Colonial Coffeehouse: Eau des Îles
For some time, coffee fragrances have enjoyed a certain vogue among the perfume cognoscenti. Maurice Roucel’s Riverside Drive, Jacques Huclier’s flanker for Thierry Mugler, A*Men Pure Coffee, Jo Malone Black Vetyver Cafe and the coffee granddaddy, L’Artisan Parfumeur’s L’Eau du Navigateur – each has showcased this ultimate comfort note, which, along with chocolate and tobacco, forms a triad of vanillin-packed scents. To smell a cigar humidor, a dark chocolate wrapper or, as is the case here in New York City, to walk past a branch of Porto Rico Importing Co., is to fall under the smell of the bean (coffee, tonka, cocoa or otherwise).
As some of you may know, I recently completed a move to a new space, and in the process many samples and bottles were jostled about ... which is to say that quite a few things, which previously languished in the dark, got their proverbial moment in the sun. Maître Parfumeur et Gantier’s L’Eau des Îles was among them, and now I am kicking myself for not having recognized (or better appreciated) its strong features years ago. Jean Leporte, who also was responsible for L’Eau du Navigateur, created it in the pre-gourmand days of the mid-Eighties. Taking a spicy, musky coffee note and allying it to the weedy note of galbanum, Laporte created something beautiful in its hardness – for lack of a better analogy, a sort of tropical flanker to Germaine Cellier’s galbanum-bombshell, Bandit (as recreated, of course, by the Guichard duo at Givaudan).
It is an unsung wonder, and if you like Bandit and, albeit for a very different reason, Patou’s Colony, this cup’s for you.
6 Comments:
Hmm, interesting... :) I love l'Eau de Navigateur so I'd say I have to try this one as well.
I too love Eau d'Navagateur , but MPG was dark and sharp...
I think it is spelled Porto Rico Imports , an ex-employee of mine works there...
I continue to smell- and re-smell - This particular MPG.
For some reason, there is a very real rawness in it, with which I have an ongoing approach / avoidance relationship...
Fascinating.
And Leporte was a real innovator; he had a discontinued scent that was composed , primarily- of celery and patchouli...
The ODDEST thing.
I had to mix 1/2 and 1/2, with Eau de L'Artisan.
I have this, I was lucky enough to acquire a full bottle in a giveaway, and I adore it. It's nominally masculine but it smells wonderful on me.
Yes, Jean Laporte created some fabulous perfumes, I wish I could still get some from his original line. I loved his mango & dark vanilla scent L' Eau des Merveilleuses to distraction, and I still miss it. Had I know the company was going to go away I would have bought more than one of those stunning scents of his.
Ines and waftbyCarol- Eau de Navagateur has always struck me as easier, more open and giving, whereas Eau des Îles is more angular, like a piece of gnarled, surf-smoothed driftwood. It's coffee is green with a civet twist (Kopi Luwak anyone?)

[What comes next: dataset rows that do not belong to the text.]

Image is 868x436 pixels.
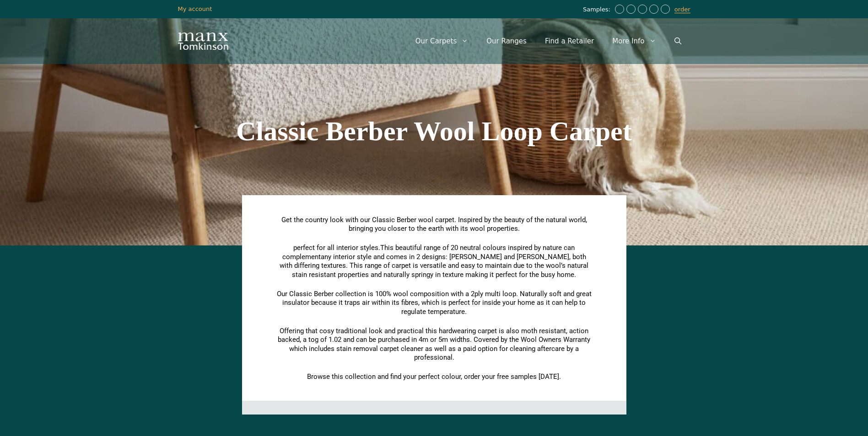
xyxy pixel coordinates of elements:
[665,28,690,55] a: Open Search Bar
[477,28,536,55] a: Our Ranges
[406,28,477,55] a: Our Carpets
[406,28,690,55] nav: Primary
[276,372,592,381] p: Browse this collection and find your perfect colour, order your free samples [DATE].
[178,33,228,50] img: Manx Tomkinson
[276,290,592,317] p: Our Classic Berber collection is 100% wool composition with a 2ply multi loop. Naturally soft and...
[536,28,603,55] a: Find a Retailer
[178,6,212,12] a: My account
[276,216,592,234] p: Get the country look with our Classic Berber wool carpet. Inspired by the beauty of the natural w...
[279,253,589,279] span: any interior style and comes in 2 designs: [PERSON_NAME] and [PERSON_NAME], both with differing t...
[276,327,592,363] p: Offering that cosy traditional look and practical this hardwearing carpet is also moth resistant,...
[583,6,612,13] span: Samples:
[293,243,380,252] span: perfect for all interior styles.
[603,28,664,55] a: More Info
[178,118,690,145] h1: Classic Berber Wool Loop Carpet
[674,6,690,13] a: order
[282,243,575,261] span: This beautiful range of 20 neutral colours inspired by nature can complement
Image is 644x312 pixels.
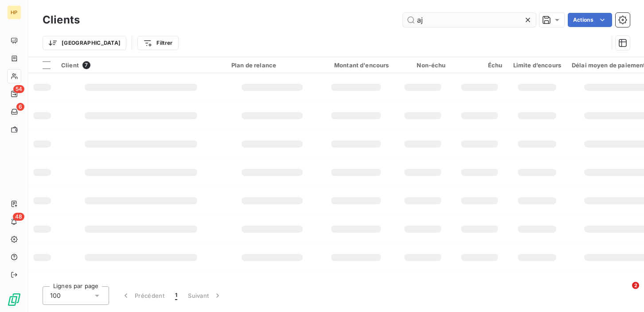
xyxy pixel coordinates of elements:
span: 100 [50,291,61,300]
div: Échu [456,62,502,68]
div: Montant d'encours [324,62,389,68]
button: 1 [170,286,183,305]
button: Suivant [183,286,228,305]
span: 7 [83,61,91,69]
div: HP [7,5,21,20]
span: 48 [13,213,24,221]
span: Client [61,62,79,68]
img: Logo LeanPay [7,292,21,307]
div: Non-échu [400,62,446,68]
h3: Clients [43,12,80,28]
span: 54 [14,85,24,93]
span: 1 [175,291,177,300]
button: Actions [568,13,612,27]
div: Plan de relance [232,62,313,68]
div: Limite d’encours [513,62,561,68]
button: Filtrer [137,36,178,50]
button: Précédent [116,286,170,305]
span: 2 [632,282,639,289]
iframe: Intercom live chat [614,282,635,303]
button: [GEOGRAPHIC_DATA] [43,36,127,50]
span: 6 [16,103,24,111]
input: Rechercher [403,13,536,27]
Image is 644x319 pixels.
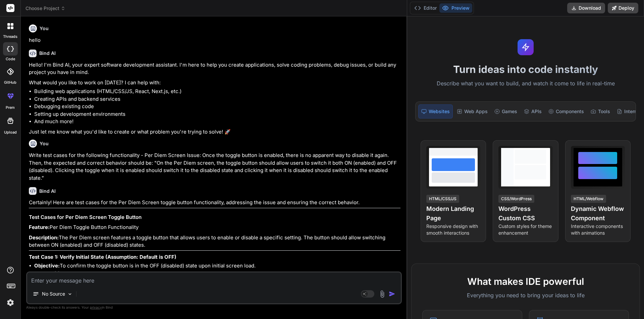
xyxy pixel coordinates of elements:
label: prem [6,105,15,110]
h4: Dynamic Webflow Component [571,204,625,223]
li: Setting up development environments [34,110,401,118]
div: Games [492,104,520,118]
img: Pick Models [67,291,73,297]
h1: Turn ideas into code instantly [411,64,640,75]
h6: Bind AI [39,50,56,57]
p: hello [29,36,401,45]
p: Everything you need to bring your ideas to life [423,291,629,299]
strong: Test Case 1: Verify Initial State (Assumption: Default is OFF) [29,254,176,260]
p: Custom styles for theme enhancement [499,223,553,237]
label: GitHub [4,80,16,85]
p: Describe what you want to build, and watch it come to life in real-time [411,80,640,88]
strong: Description: [29,234,58,241]
h6: Bind AI [39,188,56,195]
strong: Preconditions: [34,270,69,277]
span: Choose Project [26,5,65,12]
div: HTML/CSS/JS [426,195,459,203]
div: Websites [418,104,452,118]
span: privacy [90,305,102,310]
h2: What makes IDE powerful [423,274,629,288]
label: Upload [4,130,17,135]
h6: You [39,25,49,32]
li: And much more! [34,118,401,126]
label: threads [3,34,18,39]
div: HTML/Webflow [571,195,606,203]
h4: Modern Landing Page [426,204,480,223]
button: Preview [439,4,472,12]
li: Debugging existing code [34,103,401,110]
div: CSS/WordPress [499,195,534,203]
h6: You [39,140,49,147]
p: What would you like to work on [DATE]? I can help with: [29,79,401,87]
p: The Per Diem screen features a toggle button that allows users to enable or disable a specific se... [29,234,401,249]
p: Hello! I'm Bind AI, your expert software development assistant. I'm here to help you create appli... [29,61,401,77]
label: code [6,56,15,62]
p: No Source [42,291,65,297]
div: Web Apps [454,104,490,118]
button: Editor [412,4,439,12]
p: Per Diem Toggle Button Functionality [29,223,401,231]
li: Creating APIs and backend services [34,96,401,103]
div: Tools [588,104,613,118]
p: Interactive components with animations [571,223,625,237]
p: Write test cases for the following functionality - Per Diem Screen Issue: Once the toggle button ... [29,152,401,182]
img: settings [4,297,16,309]
h4: WordPress Custom CSS [499,204,553,223]
p: Certainly! Here are test cases for the Per Diem Screen toggle button functionality, addressing th... [29,199,401,207]
button: Download [567,3,605,13]
div: APIs [521,104,545,118]
img: icon [389,291,395,297]
p: Always double-check its answers. Your in Bind [26,304,402,311]
h3: Test Cases for Per Diem Screen Toggle Button [29,214,401,221]
p: Just let me know what you'd like to create or what problem you're trying to solve! 🚀 [29,128,401,136]
p: Responsive design with smooth interactions [426,223,480,237]
button: Deploy [607,3,638,13]
strong: Feature: [29,224,50,231]
li: To confirm the toggle button is in the OFF (disabled) state upon initial screen load. [34,262,401,270]
img: attachment [379,291,386,298]
strong: Objective: [34,263,60,269]
li: Building web applications (HTML/CSS/JS, React, Next.js, etc.) [34,88,401,96]
div: Components [545,104,586,118]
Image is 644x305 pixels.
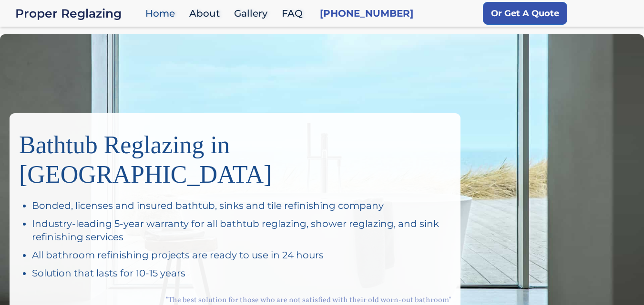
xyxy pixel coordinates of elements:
[32,266,451,280] div: Solution that lasts for 10-15 years
[185,4,230,24] a: About
[15,7,140,20] div: Proper Reglazing
[230,4,277,24] a: Gallery
[277,4,313,24] a: FAQ
[19,123,451,189] h1: Bathtub Reglazing in [GEOGRAPHIC_DATA]
[15,7,140,20] a: home
[483,2,567,25] a: Or Get A Quote
[32,248,451,262] div: All bathroom refinishing projects are ready to use in 24 hours
[140,4,185,24] a: Home
[32,217,451,244] div: Industry-leading 5-year warranty for all bathtub reglazing, shower reglazing, and sink refinishin...
[320,7,414,20] a: [PHONE_NUMBER]
[32,199,451,212] div: Bonded, licenses and insured bathtub, sinks and tile refinishing company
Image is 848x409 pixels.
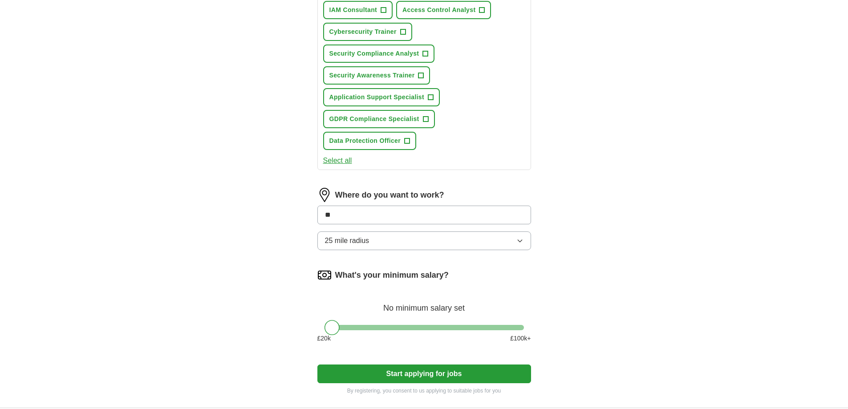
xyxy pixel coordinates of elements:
span: Access Control Analyst [403,5,476,15]
button: Security Compliance Analyst [323,45,435,63]
button: Data Protection Officer [323,132,417,150]
button: IAM Consultant [323,1,393,19]
div: No minimum salary set [318,293,531,314]
button: Security Awareness Trainer [323,66,431,85]
span: Application Support Specialist [330,93,425,102]
span: £ 100 k+ [510,334,531,343]
span: IAM Consultant [330,5,378,15]
button: Start applying for jobs [318,365,531,383]
button: Access Control Analyst [396,1,491,19]
button: Cybersecurity Trainer [323,23,412,41]
span: GDPR Compliance Specialist [330,114,420,124]
button: GDPR Compliance Specialist [323,110,435,128]
button: Select all [323,155,352,166]
span: Security Compliance Analyst [330,49,420,58]
p: By registering, you consent to us applying to suitable jobs for you [318,387,531,395]
span: 25 mile radius [325,236,370,246]
label: Where do you want to work? [335,189,444,201]
button: Application Support Specialist [323,88,440,106]
img: salary.png [318,268,332,282]
span: Cybersecurity Trainer [330,27,397,37]
button: 25 mile radius [318,232,531,250]
span: £ 20 k [318,334,331,343]
label: What's your minimum salary? [335,269,449,281]
img: location.png [318,188,332,202]
span: Data Protection Officer [330,136,401,146]
span: Security Awareness Trainer [330,71,415,80]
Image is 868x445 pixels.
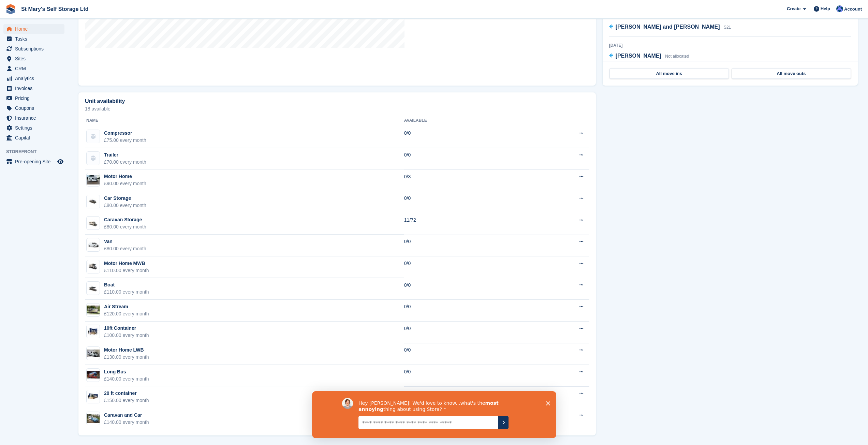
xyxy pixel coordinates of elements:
td: 0/0 [404,192,518,213]
div: £100.00 every month [104,332,149,339]
div: £75.00 every month [104,137,146,144]
a: menu [4,24,64,34]
div: £140.00 every month [104,376,149,382]
div: Motor Home [104,173,146,180]
span: Pre-opening Site [15,157,56,166]
div: £140.00 every month [104,419,149,426]
img: Motor%20Home.jpg [87,175,99,185]
td: 0/0 [404,278,518,300]
div: Caravan Storage [104,216,146,223]
a: [PERSON_NAME] and [PERSON_NAME] S21 [609,23,731,32]
a: menu [4,83,64,93]
span: CRM [15,64,56,73]
img: Motor%20Home.jpg [87,263,99,271]
a: menu [4,54,64,63]
img: 1%20Car%20Lot%20-%20Without%20dimensions%20(3).jpg [87,198,99,205]
div: £120.00 every month [104,311,149,317]
span: Insurance [15,113,56,123]
img: Van.png [87,241,99,249]
span: [PERSON_NAME] and [PERSON_NAME] [616,24,720,29]
a: Preview store [56,158,64,166]
div: 10ft Container [104,325,149,332]
span: Home [15,24,56,34]
span: Sites [15,54,56,63]
div: £70.00 every month [104,158,146,166]
img: 10-ft-container%20(6).jpg [87,327,99,336]
img: blank-unit-type-icon-ffbac7b88ba66c5e286b0e438baccc4b9c83835d4c34f86887a83fc20ec27e7b.svg [87,152,99,164]
span: Settings [15,123,56,133]
div: £80.00 every month [104,245,146,252]
a: menu [4,64,64,73]
td: 0/0 [404,343,518,365]
div: £130.00 every month [104,354,149,361]
div: Caravan and Car [104,412,149,419]
div: Compressor [104,130,146,137]
img: Air%20Stream.jpg [87,306,99,314]
span: Not allocated [665,54,689,59]
td: 0/3 [404,169,518,192]
span: Invoices [15,83,56,93]
img: Caravan%20and%20car.jpg [87,414,99,423]
p: 18 available [85,106,589,111]
div: [DATE] [609,42,851,48]
a: [PERSON_NAME] Not allocated [609,52,689,61]
div: Motor Home LWB [104,346,149,354]
span: Tasks [15,34,56,44]
div: Air Stream [104,303,149,311]
th: Available [404,115,518,126]
span: Capital [15,133,56,142]
span: Subscriptions [15,44,56,53]
img: Matthew Keenan [836,6,843,12]
div: £80.00 every month [104,202,146,209]
div: Car Storage [104,195,146,202]
a: All move ins [610,68,729,79]
img: Boat.jpg [87,284,99,292]
a: menu [4,74,64,83]
td: 0/0 [404,148,518,170]
a: menu [4,113,64,123]
a: menu [4,157,64,166]
h2: Unit availability [85,98,125,104]
div: Boat [104,281,149,288]
span: Storefront [6,149,68,155]
a: menu [4,34,64,44]
div: £110.00 every month [104,288,149,296]
a: menu [4,123,64,133]
img: Caravan%20-%20R%20(2).jpg [87,219,99,226]
div: £110.00 every month [104,267,149,274]
div: 20 ft container [104,390,149,397]
a: All move outs [732,68,851,79]
img: Red%20Bus.jpg [87,371,99,379]
iframe: Survey by David from Stora [312,391,556,438]
td: 0/0 [404,322,518,343]
td: 0/0 [404,257,518,278]
td: 11/72 [404,213,518,235]
div: £90.00 every month [104,180,146,187]
span: S21 [724,25,731,29]
span: Pricing [15,93,56,103]
div: Van [104,238,146,245]
span: Account [844,6,862,13]
div: £80.00 every month [104,223,146,231]
td: 0/0 [404,365,518,387]
div: £150.00 every month [104,397,149,404]
span: Create [787,6,800,12]
img: 20.jpg [87,392,99,401]
a: menu [4,103,64,113]
span: Coupons [15,103,56,113]
span: Analytics [15,74,56,83]
div: Long Bus [104,368,149,376]
span: Help [821,6,830,12]
div: Motor Home MWB [104,260,149,267]
a: menu [4,133,64,142]
a: menu [4,93,64,103]
td: 0/0 [404,126,518,148]
img: stora-icon-8386f47178a22dfd0bd8f6a31ec36ba5ce8667c1dd55bd0f319d3a0aa187defe.svg [6,4,16,14]
a: menu [4,44,64,53]
img: Motor%20Home%20LWB%206.jpg [87,349,99,357]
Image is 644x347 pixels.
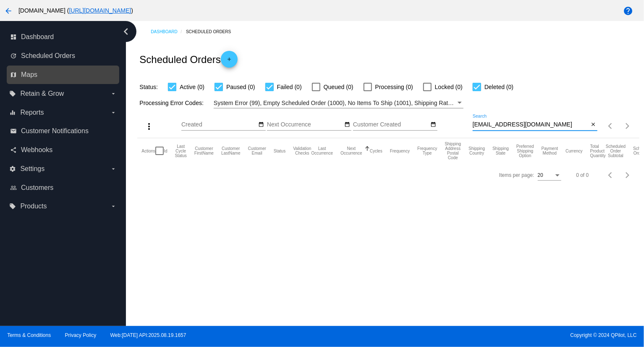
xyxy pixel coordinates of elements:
[619,167,636,184] button: Next page
[21,146,52,154] span: Webhooks
[175,144,187,158] button: Change sorting for LastProcessingCycleId
[9,203,16,210] i: local_offer
[370,149,382,153] button: Change sorting for Cycles
[9,166,16,173] i: settings
[417,146,437,155] button: Change sorting for FrequencyType
[65,332,97,338] a: Privacy Policy
[21,52,75,60] span: Scheduled Orders
[110,203,117,210] i: arrow_drop_down
[139,84,158,90] span: Status:
[10,143,117,157] a: share Webhooks
[119,25,133,38] i: chevron_left
[499,173,534,178] div: Items per page:
[435,82,462,92] span: Locked (0)
[390,149,409,153] button: Change sorting for Frequency
[602,167,619,184] button: Previous page
[329,332,637,338] span: Copyright © 2024 QPilot, LLC
[10,181,117,194] a: people_outline Customers
[213,98,463,108] mat-select: Filter by Processing Error Codes
[144,121,154,131] mat-icon: more_vert
[141,138,155,163] mat-header-cell: Actions
[3,6,13,16] mat-icon: arrow_back
[10,49,117,62] a: update Scheduled Orders
[537,173,543,178] span: 20
[472,121,589,128] input: Search
[221,146,241,155] button: Change sorting for CustomerLastName
[186,25,239,38] a: Scheduled Orders
[590,138,606,163] mat-header-cell: Total Product Quantity
[588,121,597,129] button: Clear
[619,117,636,135] button: Next page
[293,138,311,163] mat-header-cell: Validation Checks
[182,121,257,128] input: Created
[69,7,131,14] a: [URL][DOMAIN_NAME]
[274,149,286,153] button: Change sorting for Status
[139,100,203,106] span: Processing Error Codes:
[21,71,37,78] span: Maps
[267,121,343,128] input: Next Occurrence
[9,90,16,97] i: local_offer
[468,146,485,155] button: Change sorting for ShippingCountry
[353,121,429,128] input: Customer Created
[9,109,16,116] i: equalizer
[10,52,17,59] i: update
[110,109,117,116] i: arrow_drop_down
[224,56,234,66] mat-icon: add
[258,121,264,128] mat-icon: date_range
[139,51,237,68] h2: Scheduled Orders
[194,146,213,155] button: Change sorting for CustomerFirstName
[516,144,534,158] button: Change sorting for PreferredShippingOption
[7,332,51,338] a: Terms & Conditions
[492,146,509,155] button: Change sorting for ShippingState
[19,7,133,14] span: [DOMAIN_NAME] ( )
[164,149,167,153] button: Change sorting for Id
[20,165,44,173] span: Settings
[537,173,561,178] mat-select: Items per page:
[248,146,266,155] button: Change sorting for CustomerEmail
[226,82,254,92] span: Paused (0)
[576,173,589,178] div: 0 of 0
[150,25,186,38] a: Dashboard
[375,82,413,92] span: Processing (0)
[20,202,46,210] span: Products
[484,82,513,92] span: Deleted (0)
[623,6,633,16] mat-icon: help
[10,72,17,78] i: map
[20,90,64,98] span: Retain & Grow
[277,82,301,92] span: Failed (0)
[180,82,204,92] span: Active (0)
[323,82,353,92] span: Queued (0)
[111,332,186,338] a: Web:[DATE] API:2025.08.19.1657
[21,33,54,40] span: Dashboard
[311,146,333,155] button: Change sorting for LastOccurrenceUtc
[10,147,17,153] i: share
[341,146,362,155] button: Change sorting for NextOccurrenceUtc
[602,117,619,135] button: Previous page
[21,184,53,192] span: Customers
[110,166,117,173] i: arrow_drop_down
[445,141,461,160] button: Change sorting for ShippingPostcode
[565,149,582,153] button: Change sorting for CurrencyIso
[10,68,117,82] a: map Maps
[10,34,17,40] i: dashboard
[590,121,596,128] mat-icon: close
[430,121,436,128] mat-icon: date_range
[606,144,625,158] button: Change sorting for Subtotal
[110,90,117,97] i: arrow_drop_down
[21,127,89,135] span: Customer Notifications
[10,124,117,138] a: email Customer Notifications
[541,146,558,155] button: Change sorting for PaymentMethod.Type
[20,109,44,116] span: Reports
[10,128,17,135] i: email
[344,121,350,128] mat-icon: date_range
[10,184,17,191] i: people_outline
[10,31,117,44] a: dashboard Dashboard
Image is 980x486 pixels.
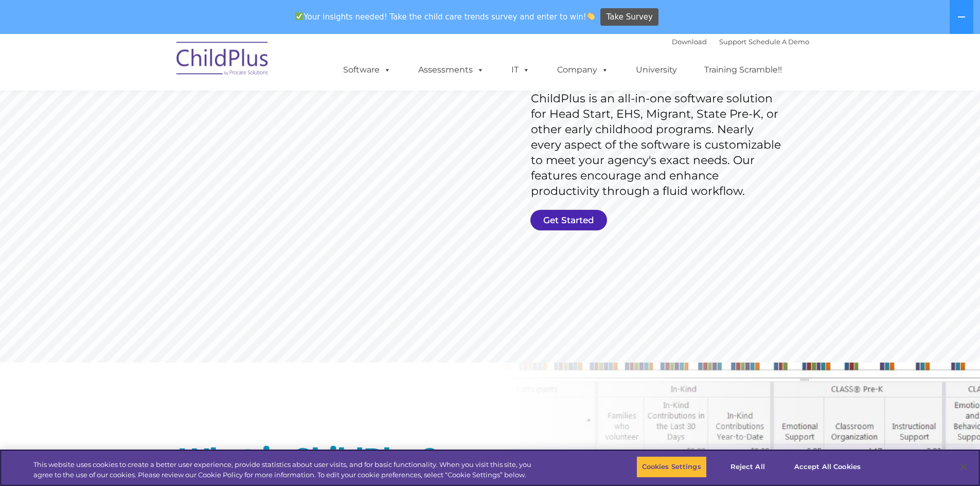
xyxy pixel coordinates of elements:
[530,210,607,231] a: Get Started
[291,7,599,27] span: Your insights needed! Take the child care trends survey and enter to win!
[171,34,274,86] img: ChildPlus by Procare Solutions
[333,60,401,80] a: Software
[600,8,658,26] a: Take Survey
[531,91,786,199] rs-layer: ChildPlus is an all-in-one software solution for Head Start, EHS, Migrant, State Pre-K, or other ...
[694,60,792,80] a: Training Scramble!!
[547,60,619,80] a: Company
[748,37,809,45] a: Schedule A Demo
[587,13,595,20] img: 👏
[672,37,809,45] font: |
[672,37,707,45] a: Download
[719,37,747,45] a: Support
[716,456,780,478] button: Reject All
[501,60,541,80] a: IT
[952,455,975,479] button: Close
[408,60,494,80] a: Assessments
[607,8,653,26] span: Take Survey
[789,456,867,478] button: Accept All Cookies
[296,13,303,20] img: ✅
[626,60,687,80] a: University
[637,456,707,478] button: Cookies Settings
[179,445,483,470] h1: What is ChildPlus?
[34,460,539,480] div: This website uses cookies to create a better user experience, provide statistics about user visit...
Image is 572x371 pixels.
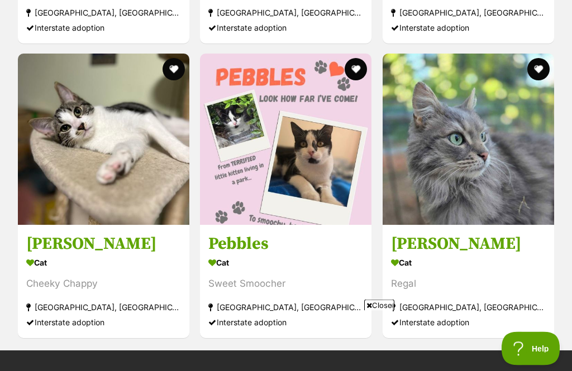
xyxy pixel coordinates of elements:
[15,316,557,366] iframe: Advertisement
[391,5,546,20] div: [GEOGRAPHIC_DATA], [GEOGRAPHIC_DATA]
[208,277,363,292] div: Sweet Smoocher
[391,277,546,292] div: Regal
[26,5,181,20] div: [GEOGRAPHIC_DATA], [GEOGRAPHIC_DATA]
[208,5,363,20] div: [GEOGRAPHIC_DATA], [GEOGRAPHIC_DATA]
[208,234,363,255] h3: Pebbles
[26,234,181,255] h3: [PERSON_NAME]
[200,54,371,226] img: Pebbles
[208,20,363,35] div: Interstate adoption
[26,255,181,271] div: Cat
[26,20,181,35] div: Interstate adoption
[26,277,181,292] div: Cheeky Chappy
[391,234,546,255] h3: [PERSON_NAME]
[383,54,554,226] img: Samuel Whiskers
[391,255,546,271] div: Cat
[383,226,554,339] a: [PERSON_NAME] Cat Regal [GEOGRAPHIC_DATA], [GEOGRAPHIC_DATA] Interstate adoption favourite
[391,300,546,316] div: [GEOGRAPHIC_DATA], [GEOGRAPHIC_DATA]
[200,226,371,339] a: Pebbles Cat Sweet Smoocher [GEOGRAPHIC_DATA], [GEOGRAPHIC_DATA] Interstate adoption favourite
[26,300,181,316] div: [GEOGRAPHIC_DATA], [GEOGRAPHIC_DATA]
[501,332,561,366] iframe: Help Scout Beacon - Open
[162,59,185,81] button: favourite
[208,300,363,316] div: [GEOGRAPHIC_DATA], [GEOGRAPHIC_DATA]
[18,54,189,226] img: Jerry Freckle
[208,255,363,271] div: Cat
[527,59,549,81] button: favourite
[391,20,546,35] div: Interstate adoption
[18,226,189,339] a: [PERSON_NAME] Cat Cheeky Chappy [GEOGRAPHIC_DATA], [GEOGRAPHIC_DATA] Interstate adoption favourite
[345,59,367,81] button: favourite
[364,300,394,311] span: Close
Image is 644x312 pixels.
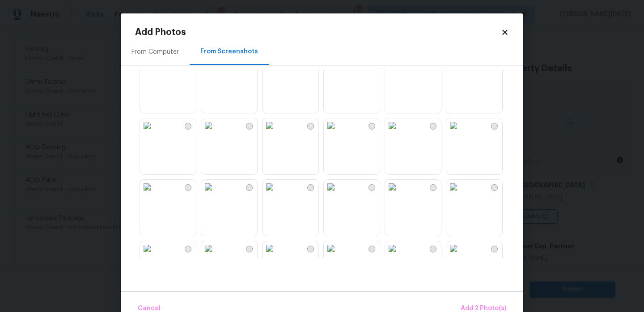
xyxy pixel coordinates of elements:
div: From Screenshots [200,47,258,56]
h2: Add Photos [135,28,501,37]
div: From Computer [131,47,179,56]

Chaya, yes I agree with you on the rawness, the greenness of the thing, smeared with some cat potty. I have a vintage sample, 5 years old. Did this change recently with the new bottles? Or did the change occur much earlier? I would so love to capture a full bottle or at least a healthy decant soon. I think it would RULE in the New York humidity.